Fireworks, glamour and cricket

Sandeep Dwivedi Posted: Apr 21, 2008 at 0100 hrs
Mumbai, April 20 Mumbai Indians tried ‘multiplicity’ to compensate for the absence of injured Sachin Tendulkar in their opening IPL game. Truck loads of team T-shirts with ‘Tendulkar and 10’ printed were sprinkled all over Wankhede. Almost everybody in the home team’s VIP box, ball boys, security personal and even those hopeful hangers-on around the venue wore cricket’s most famous signage.

“Will the real Tendulkar stand up?” was the question one wanted to ask after sighting several fakes from the gate to the seat. The confusion for the scores that poured in early for the game was compounded as they encountered misleading direction indicators after surviving the trauma of the Marine Drive traffic jam. Directionless policemen or far-too-unfriendly private security personnel too didn’t help the cause. But once inside, there was enough to let one forget the ordeal outside.

First the Shiamak Davar troupe cheerleaders got the stands tapping, and when the just-to-be released Bollywood film Tashan starcast of Anil Kapoor, Kareena Kapoor and Saif Ali Khan, with son in tow, took the field, the crowd was on its feet. The fireworks in the background just added more glitz to the show, though the debris that found its way to the field delayed the start of the game by seven minutes.

Anil Kapoor helped the crowd clear their throats as he triggered Wankhede Stadium’s famous Ganpati Bapa Moria chant. There were no major adjustments to be made by the crowd, who suddenly found themselves a team that had several foreign and local non-Mumbaiites. The ‘India, India’ war cry was still relevant considering they were now supporting Mumbai Indians. And whenever they wanted to pep up an individual batsman, they chanted his name in the tone of the universally popular ‘Sachin, Sachin’ chant.

There was a bit of a dilemma in the crowd when local boy Zaheer Khan, in Bangalore Royal Challengers outfit, took the first wicket. Many jumped out of their seats watching Zaheer get the wicket, but they soon realized that he wasn’t in the right colours.

Sanath Jayasuriya was in the right colours and that meant his five fours and one six brought the Wankhede roof down with cheerleaders going into a frenzy. The man whose big hits usually draw pin-drop silence in India was getting the first feel of a full house crescendo. Regardless of the result, Mumbai received the IPL with open arms and exhausted lungs. Just imagine the scene if the Real Tendulkar had stood up!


◆ **Your goal**
Return all the entries exactly, keeping pictures out.

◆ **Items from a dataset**
-----

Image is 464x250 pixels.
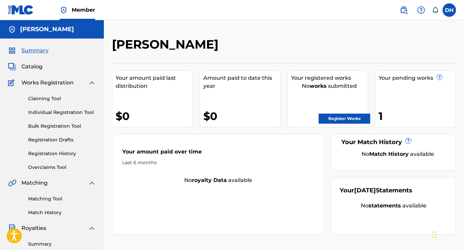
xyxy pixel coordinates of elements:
[88,79,96,87] img: expand
[430,218,464,250] iframe: Chat Widget
[291,82,368,90] div: No submitted
[340,186,412,195] div: Your Statements
[28,136,96,143] a: Registration Drafts
[122,159,314,166] div: Last 6 months
[340,202,447,210] div: No available
[8,47,49,55] a: SummarySummary
[116,74,193,90] div: Your amount paid last distribution
[20,25,74,33] h5: Daniel Hindman
[28,109,96,116] a: Individual Registration Tool
[8,47,16,55] img: Summary
[414,3,428,17] div: Help
[21,47,49,55] span: Summary
[28,164,96,171] a: Overclaims Tool
[368,202,401,209] strong: statements
[8,63,43,71] a: CatalogCatalog
[28,150,96,157] a: Registration History
[21,63,43,71] span: Catalog
[397,3,410,17] a: Public Search
[28,241,96,248] a: Summary
[28,123,96,130] a: Bulk Registration Tool
[88,179,96,187] img: expand
[72,6,95,14] span: Member
[310,83,327,89] strong: works
[417,6,425,14] img: help
[354,187,376,194] span: [DATE]
[28,209,96,216] a: Match History
[379,74,456,82] div: Your pending works
[443,3,456,17] div: User Menu
[369,151,409,157] strong: Match History
[445,156,464,210] iframe: Resource Center
[21,224,46,232] span: Royalties
[432,224,436,245] div: Drag
[8,179,16,187] img: Matching
[406,138,411,143] span: ?
[88,224,96,232] img: expand
[8,25,16,33] img: Accounts
[122,148,314,159] div: Your amount paid over time
[8,79,17,87] img: Works Registration
[8,224,16,232] img: Royalties
[28,95,96,102] a: Claiming Tool
[400,6,408,14] img: search
[60,6,68,14] img: Top Rightsholder
[291,74,368,82] div: Your registered works
[437,74,442,80] span: ?
[112,37,222,52] h2: [PERSON_NAME]
[8,5,34,15] img: MLC Logo
[21,79,74,87] span: Works Registration
[203,74,280,90] div: Amount paid to date this year
[432,7,438,13] div: Notifications
[192,177,227,183] strong: royalty data
[28,195,96,202] a: Matching Tool
[348,150,447,158] div: No available
[379,109,456,124] div: 1
[203,109,280,124] div: $0
[319,114,370,124] a: Register Works
[112,176,324,184] div: No available
[8,63,16,71] img: Catalog
[340,138,447,147] div: Your Match History
[21,179,48,187] span: Matching
[116,109,193,124] div: $0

-----

◆ **Task answer**
Image is 464x250 pixels.
xyxy pixel coordinates of elements:
[88,79,96,87] img: expand
[430,218,464,250] iframe: Chat Widget
[291,82,368,90] div: No submitted
[340,186,412,195] div: Your Statements
[28,136,96,143] a: Registration Drafts
[122,159,314,166] div: Last 6 months
[340,202,447,210] div: No available
[8,47,49,55] a: SummarySummary
[116,74,193,90] div: Your amount paid last distribution
[20,25,74,33] h5: Daniel Hindman
[28,109,96,116] a: Individual Registration Tool
[8,47,16,55] img: Summary
[414,3,428,17] div: Help
[21,47,49,55] span: Summary
[28,164,96,171] a: Overclaims Tool
[368,202,401,209] strong: statements
[8,63,43,71] a: CatalogCatalog
[28,150,96,157] a: Registration History
[21,63,43,71] span: Catalog
[397,3,410,17] a: Public Search
[28,241,96,248] a: Summary
[28,123,96,130] a: Bulk Registration Tool
[88,179,96,187] img: expand
[72,6,95,14] span: Member
[310,83,327,89] strong: works
[417,6,425,14] img: help
[354,187,376,194] span: [DATE]
[28,209,96,216] a: Match History
[379,74,456,82] div: Your pending works
[443,3,456,17] div: User Menu
[369,151,409,157] strong: Match History
[445,156,464,210] iframe: Resource Center
[21,224,46,232] span: Royalties
[432,224,436,245] div: Drag
[8,179,16,187] img: Matching
[406,138,411,143] span: ?
[88,224,96,232] img: expand
[8,25,16,33] img: Accounts
[122,148,314,159] div: Your amount paid over time
[8,79,17,87] img: Works Registration
[8,224,16,232] img: Royalties
[28,95,96,102] a: Claiming Tool
[400,6,408,14] img: search
[60,6,68,14] img: Top Rightsholder
[291,74,368,82] div: Your registered works
[437,74,442,80] span: ?
[112,37,222,52] h2: [PERSON_NAME]
[8,5,34,15] img: MLC Logo
[21,79,74,87] span: Works Registration
[203,74,280,90] div: Amount paid to date this year
[432,7,438,13] div: Notifications
[192,177,227,183] strong: royalty data
[28,195,96,202] a: Matching Tool
[348,150,447,158] div: No available
[379,109,456,124] div: 1
[203,109,280,124] div: $0
[319,114,370,124] a: Register Works
[112,176,324,184] div: No available
[8,63,16,71] img: Catalog
[340,138,447,147] div: Your Match History
[21,179,48,187] span: Matching
[116,109,193,124] div: $0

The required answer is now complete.